Cardiovascular risk calculations are useful for more than just clinical decision-making.
Patients were significantly more likely to take healthy steps when told their absolute cardiovascular risk, prompting calls for greater communication of the assessment in general practice.
The study, published in the MJA, adds to a growing body of evidence backing risk assessments as a clinically useful educational tool.
Only about 10% of patients referred to the Royal Hobart Hospital’s rapid access chest-pain clinic have active cardiovascular disease, but many more have significant underlying risks for a future event.
Heart Foundation risk reduction manager Natalie Raffoul said many Australians were unaware of their underlying cardiovascular risk factors.
“Out in the community, we know something like 2.5 million Australians are at higher risk of developing heart attack or stroke in the next five years,” the clinical pharmacist told TMR.
“Over half of those people have never had an event,” she said. “[But] that risk develops over time.”
Dr Andrew Black, a cardiologist at the Royal Hobart Hospital, told TMR that patients frequently underestimated their own risk, often believing their risk of heart attack in the next five years was 2%, when it could be as high as 20%.
Dr Black led a study which compared the behavioural changes of a group of patients attending his clinic at the Royal Hobart Hospital who were told their absolute risk rating against a control group who did not.

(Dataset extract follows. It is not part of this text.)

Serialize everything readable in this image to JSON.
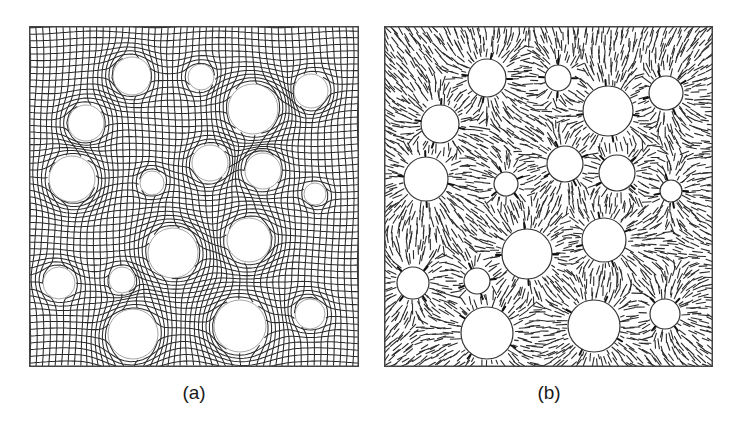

The study took place between 2014 and 2017, with about 100 patients in each group, all with an absolute five-year cardiovascular risk score of at least 8% as per the Australian National Vascular Disease Prevention Alliance risk calculator.
Patients with a high risk of cardiovascular disease were excluded for safety reasons.
Patients in the intervention group received an initial appointment where they were counselled about their five-year cardiovascular risk score and encouraged to engage with primary care.
They were then followed up 12 months later, and their risk rating was revised.
“Rather than saying, in isolation, ‘you should probably stop smoking’ – which we know has minimal impact – it was a case of saying ‘your absolute risk is 20%, but you could reduce that to 10% by stopping smoking’,” Dr Black told TMR.
At the 12-month follow up, patients who received an intervention had dropped an average of 2.4 absolute risk percentage points, while the control group – who were never given their risk score –gained an average of 0.4 risk percentage points.
The intervention group weren’t any more likely to change their medication schedule, suggesting they were instead more likely to adopt recommended lifestyle changes, said the authors.
“Another important thing we did is show them how they can change their risk score – so if the risk is 15%, and they lowered their blood cholesterol levels or stopped smoking, you can show them what lower risk score they could achieve,” Dr Black said.
Dr Black said a key takeaway for general practitioners was that routine, absolute risk assessments were very useful in a primary care setting, as is sharing that information with patients. Ms Raffoul told TMR this research reiterated the benefits of opportunistic risk assessments.
“[The findings] provides further evidence that if we do inform people of their cardiovascular risk, and educate them about what that risk means, they’re more likely to go off and do something about it,” she said.